Goldman Sachs Group Inc. is finally embracing its status as a private equity giant.
The firm’s top executives in recent months have laid out plans to raise more client funds for private investing and rely less on its own balance sheet. As part of that effort, the bank is looking to consolidate the investing activities of multiple units across the firm to add more heft to its merchant banking division, according to people briefed on the matter. A related announcement was set for as soon as Monday.
The Wall Street Journal reported Sunday that Goldman is pulling together four separate units, including the special situations group from its trading division, to create a larger entity that will invest in private companies, real estate and other deals. Leslie Shribman, a Goldman Sachs spokeswoman, declined to comment on the move.
“There actually is a very, very significant alternatives asset manager inside Goldman Sachs,” which has operated from a number of different units in the past, Chief Executive Officer David Solomon told Bloomberg Television in April, when asked whether he aimed to create something akin to Blackstone Group LP. “We see opportunities to expand what we’re doing for clients in that business and be a little more focused on growing our client franchise around those activities.”
Under Solomon, who rose to CEO in October, the firm has been honing its strategy for the private investing business, looking to make it operate more efficiently and profitably, while relying more on fees than investment gains. Rich Friedman, who led the merchant banking unit for 21 years, handed off leadership in April to Andrew Wolff and Sumit Rajpal, who have principal responsibility for the private equity business. The shakeup also gave Julian Salisbury, head of the special situations group, oversight of real estate across the firm.
Goldman Sachs has long been unique among Wall Street banks in the size of investments it makes with its own funds -- the firm had $20 billion in private equity investments at the end of 2018. While the company’s status as a major investor has raised conflicts for its investment bankers, it’s also been hugely profitable. Investing and lending, the reporting segment that includes the merchant bank division, contributed higher pretax profit than the firm’s trading or investment banking businesses last year.
John Waldron, the firm’s president, said at an industry conference last month that the bank will look to court institutional investors with its ability to offer private equity deals and public market strategies.
“This is going to be a long-term journey,” he said at the Bernstein Strategic Decisions Conference. “We’re not going to turn this battleship from balance sheet investing to fee income overnight.”
Goldman shares have fallen 18% in the past year, compared with the 1.3% decline in the Standard and Poor’s 500 Financials Index. The broader S&P 500 Index climbed 3.8%.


Every entry is to be returned unchanged, and no picture is to be included.
+++
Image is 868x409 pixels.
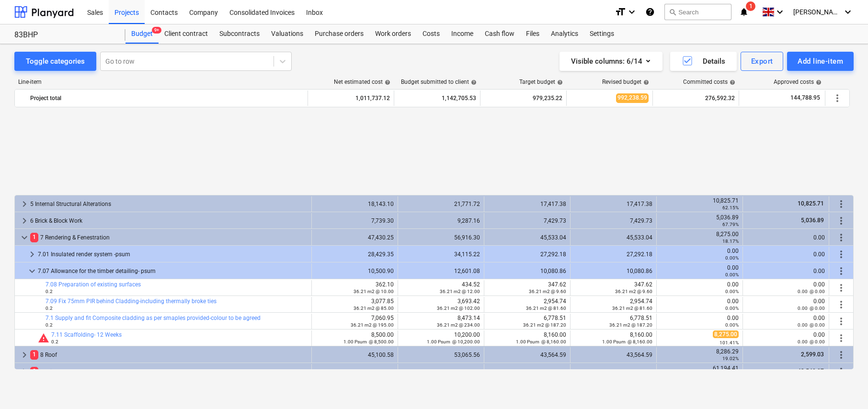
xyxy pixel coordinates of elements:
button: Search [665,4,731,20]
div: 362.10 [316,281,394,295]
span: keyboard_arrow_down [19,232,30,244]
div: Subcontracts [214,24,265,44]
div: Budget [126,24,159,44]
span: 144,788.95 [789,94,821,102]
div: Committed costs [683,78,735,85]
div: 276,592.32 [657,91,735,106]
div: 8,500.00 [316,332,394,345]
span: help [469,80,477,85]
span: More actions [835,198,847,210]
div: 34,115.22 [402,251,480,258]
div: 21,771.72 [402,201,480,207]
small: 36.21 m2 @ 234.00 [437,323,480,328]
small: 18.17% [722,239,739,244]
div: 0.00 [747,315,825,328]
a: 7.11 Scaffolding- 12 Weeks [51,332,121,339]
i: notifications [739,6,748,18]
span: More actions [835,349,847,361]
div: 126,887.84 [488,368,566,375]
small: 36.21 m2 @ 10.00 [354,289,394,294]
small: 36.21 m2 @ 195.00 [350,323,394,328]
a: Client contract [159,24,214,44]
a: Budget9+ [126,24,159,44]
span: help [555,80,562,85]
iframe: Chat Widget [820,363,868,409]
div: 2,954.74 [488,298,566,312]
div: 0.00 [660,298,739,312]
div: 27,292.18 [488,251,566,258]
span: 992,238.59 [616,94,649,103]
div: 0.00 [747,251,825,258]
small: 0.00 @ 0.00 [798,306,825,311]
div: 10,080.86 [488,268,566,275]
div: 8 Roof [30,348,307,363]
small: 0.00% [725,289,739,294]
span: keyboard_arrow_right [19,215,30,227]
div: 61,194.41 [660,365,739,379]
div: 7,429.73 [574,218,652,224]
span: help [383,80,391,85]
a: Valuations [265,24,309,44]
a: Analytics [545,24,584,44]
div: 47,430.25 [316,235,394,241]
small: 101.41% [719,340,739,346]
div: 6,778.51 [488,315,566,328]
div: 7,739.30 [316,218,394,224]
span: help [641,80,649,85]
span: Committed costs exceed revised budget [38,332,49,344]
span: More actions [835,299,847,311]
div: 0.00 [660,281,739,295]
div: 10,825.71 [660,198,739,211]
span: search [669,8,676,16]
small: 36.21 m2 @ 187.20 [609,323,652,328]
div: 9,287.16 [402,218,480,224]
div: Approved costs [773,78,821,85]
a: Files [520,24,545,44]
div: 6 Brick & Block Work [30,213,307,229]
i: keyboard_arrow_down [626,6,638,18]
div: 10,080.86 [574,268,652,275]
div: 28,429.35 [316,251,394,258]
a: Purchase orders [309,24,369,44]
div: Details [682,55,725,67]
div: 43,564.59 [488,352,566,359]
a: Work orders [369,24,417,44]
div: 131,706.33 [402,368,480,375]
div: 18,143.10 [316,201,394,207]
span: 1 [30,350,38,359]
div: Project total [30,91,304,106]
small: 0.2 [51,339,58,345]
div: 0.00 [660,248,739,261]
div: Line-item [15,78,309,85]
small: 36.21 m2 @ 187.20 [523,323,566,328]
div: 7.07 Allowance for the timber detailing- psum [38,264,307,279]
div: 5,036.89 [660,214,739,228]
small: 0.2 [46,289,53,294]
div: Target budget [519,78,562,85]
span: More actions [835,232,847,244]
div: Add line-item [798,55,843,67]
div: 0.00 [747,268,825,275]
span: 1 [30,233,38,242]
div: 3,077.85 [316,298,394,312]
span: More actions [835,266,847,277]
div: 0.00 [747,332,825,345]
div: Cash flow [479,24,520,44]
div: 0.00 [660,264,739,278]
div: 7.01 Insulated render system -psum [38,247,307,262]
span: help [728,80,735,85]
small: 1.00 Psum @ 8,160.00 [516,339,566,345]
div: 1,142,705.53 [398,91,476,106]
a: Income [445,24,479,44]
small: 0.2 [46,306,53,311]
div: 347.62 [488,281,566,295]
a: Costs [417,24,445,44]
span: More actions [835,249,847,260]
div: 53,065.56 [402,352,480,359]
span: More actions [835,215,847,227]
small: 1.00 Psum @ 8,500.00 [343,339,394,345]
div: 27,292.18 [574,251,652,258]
+++
→ **Output for this exercise**
Image is 868x409 pixels.
xyxy pixel coordinates of elements:
button: Search [665,4,731,20]
div: 362.10 [316,281,394,295]
span: keyboard_arrow_down [19,232,30,244]
div: Subcontracts [214,24,265,44]
div: Budget [126,24,159,44]
span: 144,788.95 [789,94,821,102]
div: Committed costs [683,78,735,85]
div: 276,592.32 [657,91,735,106]
div: 8,500.00 [316,332,394,345]
span: help [469,80,477,85]
span: More actions [835,198,847,210]
div: 34,115.22 [402,251,480,258]
div: 21,771.72 [402,201,480,207]
small: 36.21 m2 @ 234.00 [437,323,480,328]
small: 18.17% [722,239,739,244]
div: 0.00 [747,315,825,328]
a: 7.11 Scaffolding- 12 Weeks [51,332,121,339]
i: notifications [739,6,748,18]
span: More actions [835,349,847,361]
div: 126,887.84 [488,368,566,375]
small: 36.21 m2 @ 10.00 [354,289,394,294]
small: 36.21 m2 @ 195.00 [350,323,394,328]
a: Client contract [159,24,214,44]
a: Budget9+ [126,24,159,44]
span: help [555,80,562,85]
iframe: Chat Widget [820,363,868,409]
div: 2,954.74 [488,298,566,312]
div: 0.00 [660,298,739,312]
div: 27,292.18 [488,251,566,258]
span: 992,238.59 [616,94,649,103]
div: 0.00 [747,251,825,258]
small: 0.00 @ 0.00 [798,306,825,311]
div: 10,080.86 [488,268,566,275]
div: 8 Roof [30,348,307,363]
small: 0.00% [725,289,739,294]
span: keyboard_arrow_right [19,215,30,227]
div: 61,194.41 [660,365,739,379]
div: 7,429.73 [574,218,652,224]
span: help [383,80,391,85]
a: Valuations [265,24,309,44]
a: Analytics [545,24,584,44]
div: 47,430.25 [316,235,394,241]
small: 101.41% [719,340,739,346]
div: 6,778.51 [488,315,566,328]
div: 7,739.30 [316,218,394,224]
span: help [641,80,649,85]
span: Committed costs exceed revised budget [38,332,49,344]
span: More actions [835,299,847,311]
div: 0.00 [660,281,739,295]
div: 10,825.71 [660,198,739,211]
span: search [669,8,676,16]
small: 36.21 m2 @ 187.20 [609,323,652,328]
div: 9,287.16 [402,218,480,224]
div: Approved costs [773,78,821,85]
a: Files [520,24,545,44]
div: 6 Brick & Block Work [30,213,307,229]
i: keyboard_arrow_down [626,6,638,18]
div: 10,080.86 [574,268,652,275]
div: 28,429.35 [316,251,394,258]
a: Purchase orders [309,24,369,44]
div: Details [682,55,725,67]
div: 43,564.59 [488,352,566,359]
a: Work orders [369,24,417,44]
div: 131,706.33 [402,368,480,375]
div: 18,143.10 [316,201,394,207]
span: 1 [30,350,38,359]
div: Project total [30,91,304,106]
small: 0.2 [51,339,58,345]
div: 0.00 [660,248,739,261]
div: Line-item [15,78,309,85]
small: 36.21 m2 @ 187.20 [523,323,566,328]
div: 7.07 Allowance for the timber detailing- psum [38,264,307,279]
div: 5,036.89 [660,214,739,228]
small: 0.2 [46,289,53,294]
div: Target budget [519,78,562,85]
span: More actions [835,232,847,244]
div: Add line-item [798,55,843,67]
div: 0.00 [747,268,825,275]
span: 1 [30,233,38,242]
div: 3,077.85 [316,298,394,312]
span: More actions [835,266,847,277]
div: 0.00 [747,332,825,345]
div: Cash flow [479,24,520,44]
div: 0.00 [660,264,739,278]
div: 7.01 Insulated render system -psum [38,247,307,262]
span: help [728,80,735,85]
small: 1.00 Psum @ 8,160.00 [516,339,566,345]
div: 1,142,705.53 [398,91,476,106]
a: Income [445,24,479,44]
small: 0.2 [46,306,53,311]
div: 347.62 [488,281,566,295]
a: Costs [417,24,445,44]
span: More actions [835,249,847,260]
div: 53,065.56 [402,352,480,359]
span: More actions [835,215,847,227]
small: 1.00 Psum @ 8,500.00 [343,339,394,345]
div: 27,292.18 [574,251,652,258]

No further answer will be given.